Activity —
Make an exact copy of all the data, pictures excluded.

Available data —

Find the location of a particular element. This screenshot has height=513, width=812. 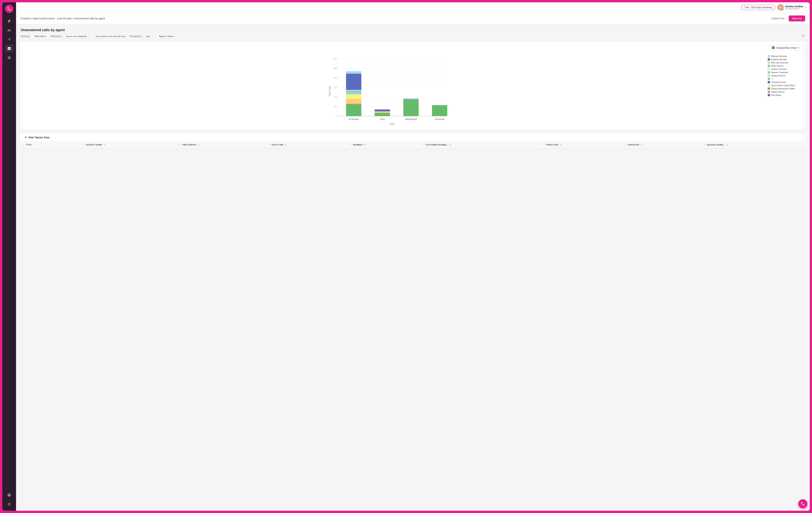

breadcrumb-actions: Export CSV Save As is located at coordinates (787, 18).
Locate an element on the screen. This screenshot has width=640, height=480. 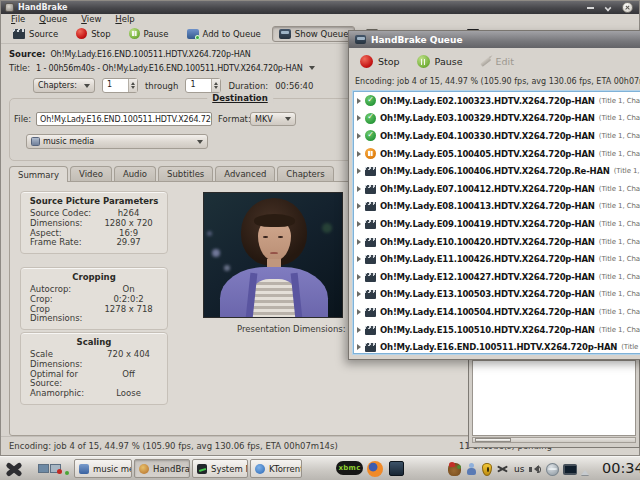
horizontal-scrollbar is located at coordinates (554, 440).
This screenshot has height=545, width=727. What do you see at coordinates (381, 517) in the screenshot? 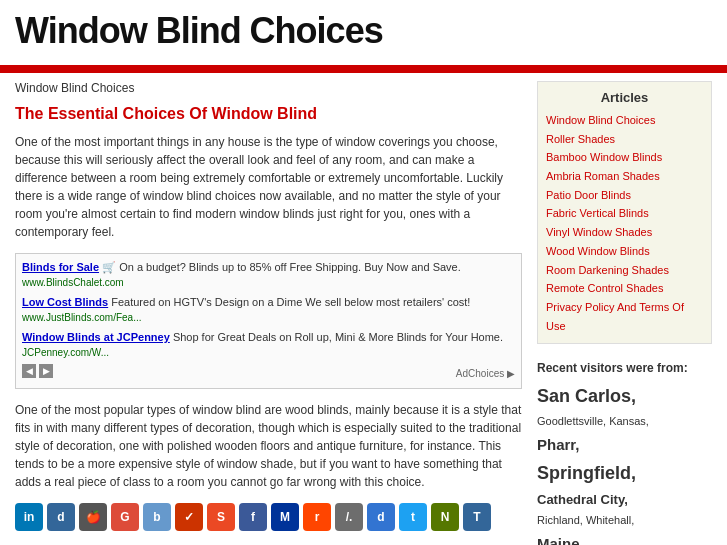
I see `delicious-icon: d` at bounding box center [381, 517].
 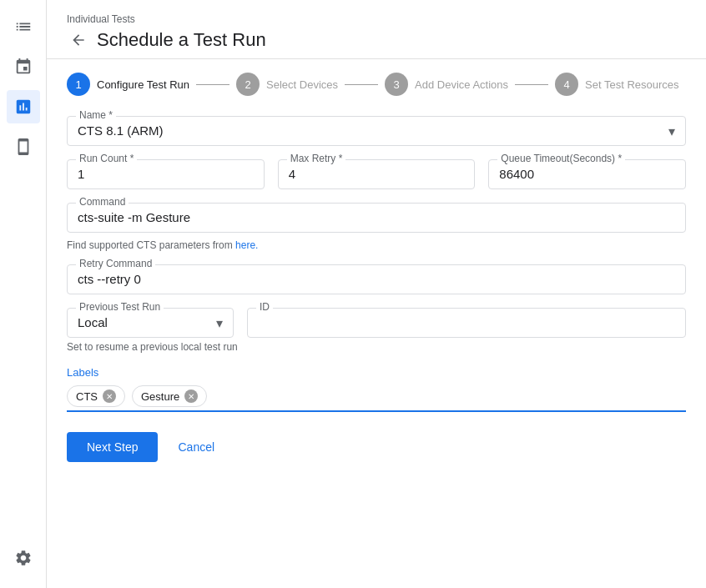 What do you see at coordinates (150, 323) in the screenshot?
I see `previous-test-run-field: Previous Test Run Local ▾` at bounding box center [150, 323].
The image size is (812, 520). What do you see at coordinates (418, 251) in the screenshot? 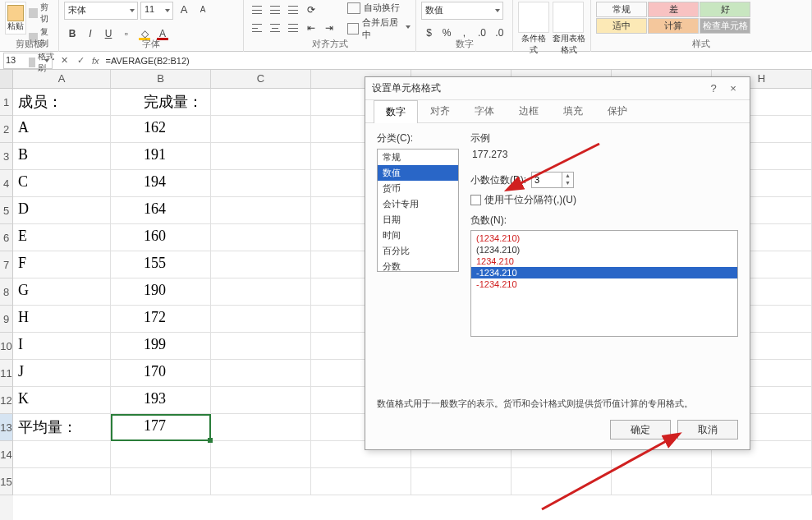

Task output —
Find the location of a particular element. This screenshot has height=513, width=812. 

breadcrumb-actions: Export CSV Save As is located at coordinates (787, 18).
Locate an element on the screen. This screenshot has width=640, height=480. 
horizontal-scrollbar is located at coordinates (554, 440).
This screenshot has height=545, width=727. What do you see at coordinates (381, 517) in the screenshot? 
I see `delicious-icon: d` at bounding box center [381, 517].
  What do you see at coordinates (150, 323) in the screenshot?
I see `previous-test-run-field: Previous Test Run Local ▾` at bounding box center [150, 323].
The image size is (812, 520). What do you see at coordinates (418, 251) in the screenshot? 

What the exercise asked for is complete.